Although happily childfree, I like kids and am intrigued by that idiosyncratic collective experience known as childhood. I am especially fascinated by the many ways we share the histories, humor, and ideologies of our cultures. I try to stay abreast of how these things are communicated. I pay close attention to what music is marketed to children (when, why, and by whom).
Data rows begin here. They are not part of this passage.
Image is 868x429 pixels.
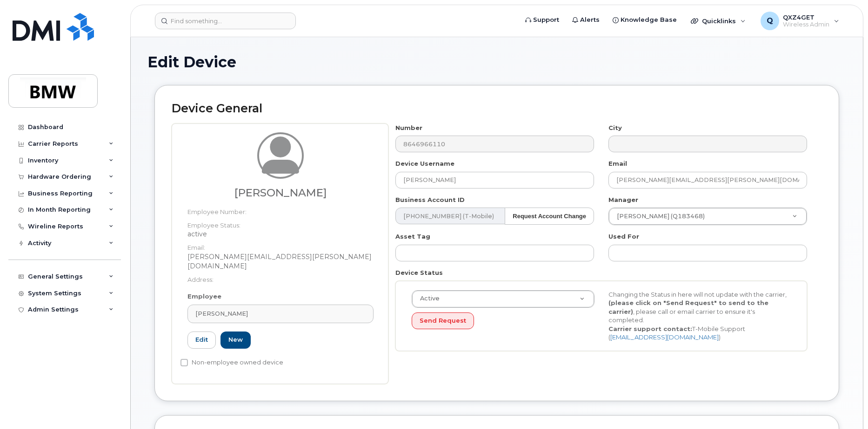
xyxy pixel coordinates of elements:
h3: [PERSON_NAME] [187,187,374,199]
label: Non-employee owned device [181,357,283,368]
a: [PERSON_NAME] (Q183468) [609,208,806,225]
label: Device Username [396,159,455,169]
dd: active [187,229,374,239]
dt: Employee Status: [187,217,374,230]
strong: (please click on "Send Request" to send to the carrier) [608,299,768,315]
a: New [220,332,251,349]
label: Manager [608,196,638,205]
strong: Carrier support contact: [608,325,692,333]
label: Employee [187,292,221,301]
a: [EMAIL_ADDRESS][DOMAIN_NAME] [610,334,719,341]
dd: [PERSON_NAME][EMAIL_ADDRESS][PERSON_NAME][DOMAIN_NAME] [187,252,374,271]
dt: Email: [187,239,374,252]
div: Changing the Status in here will not update with the carrier, , please call or email carrier to e... [601,291,798,342]
label: Business Account ID [396,196,465,205]
h2: Device General [171,102,822,115]
dt: Employee Number: [187,203,374,217]
label: Device Status [396,269,443,277]
h1: Edit Device [148,54,846,70]
button: Send Request [412,313,474,330]
span: [PERSON_NAME] (Q183468) [611,212,704,221]
label: City [608,124,622,132]
a: Active [412,291,594,308]
button: Request Account Change [504,207,594,225]
label: Asset Tag [396,233,430,241]
span: Active [414,295,439,303]
dt: Address: [187,271,374,284]
span: [PERSON_NAME] [196,309,248,319]
strong: Request Account Change [513,213,586,220]
a: [PERSON_NAME] [187,305,374,324]
a: Edit [187,332,216,349]
label: Used For [608,233,639,241]
input: Non-employee owned device [181,359,188,367]
label: Number [396,124,423,132]
iframe: Messenger Launcher [828,389,860,422]
label: Email [608,159,627,169]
What Day Is It Tonight? (Live 1993-2008)

Hipster culture exists and sustains itself on a continuous loop, a vicious never-ending cycle, like a Möbius strip or an Ouroboros, the snake eating its own tail. Take something once mainstream and now uncool, adopt it with tongue planted firmly in cheek as “so bad it's good,” deem said sound/product/style “cool,” and watch as it is co-opted by a broader audience and becomes mainstream. Later, rinse and repeat. Every once in a while such a revival of the old dredges up some long-lost gem, but most of the time it's just masturbatory.

Darling Dear

At one point in the chaos of alley-crawling and narrow escapes that is the “Darling Dear” video, Little Fish frontwoman Juju beats up a guitar-wielding hipster boy, steals his guitar and straps it on before she launches in a furious bout of The Rocking. It is precisely this raw frenetic energy that attracted the attention of Custard Records, the label launched by singer/songwriter/producer Linda Perry (4 Non Blondes).

The New Divine

Let's just get this one thing out of the way right now, shall we? It's safe to say that if you're not of the goth/industrial/EBM/metal persuasion, then The New Divine, from Austin, TX foursome Lust Murder bOX (LMb), will not be your bag. These twelve tunes are for the seasoned spooky aficionado. But if you're adventurous enough, give it a go.

Fleurs

It was recently revealed that music was used as a torture device against detainees at government prisons, including Guantanamo Bay and Bagram, Afghanistan.

Nests Of Waves And Wire

In case you were wondering, tartufi name means truffle in Italian. According to this San Francisco duo, it's a moniker left behind by a former member, rather than one either would have willfully applied. They just sorta stumbled into it.

Morning Music

I'm one of those music nerds who, because of my incredibly broad tastes, finds herself taunted by other more self-conscious music nerds. I will give anything a chance. Anything. For example, I have no shame in admitting that I like those slightly contentious sub-genres known as free and avant-garde jazz.

Over Air

One can safely assume that any band that names itself after the main character in Franz Kafka's “The Metamorphosis” is going to be interesting, to say the least. It would not be safe to assume, however, that the music made by Gregor Samsa feels as overwhelmed and ugly as Kafka's evolving man-creature. On the contrary, their creation is a precise tranquil poetry, twinkling and shivering like streetlights on snow.  With eight current members and thirteen past contributors, this mega-group from Richmond, Virginia is bursting at the seams with folks ready to make a joyful noise.

Down With Liberty...Up With Chains!

Certain record labels have a sound that courses like an undercurrent through all of their releases. Others have an image to uphold. K Records has both.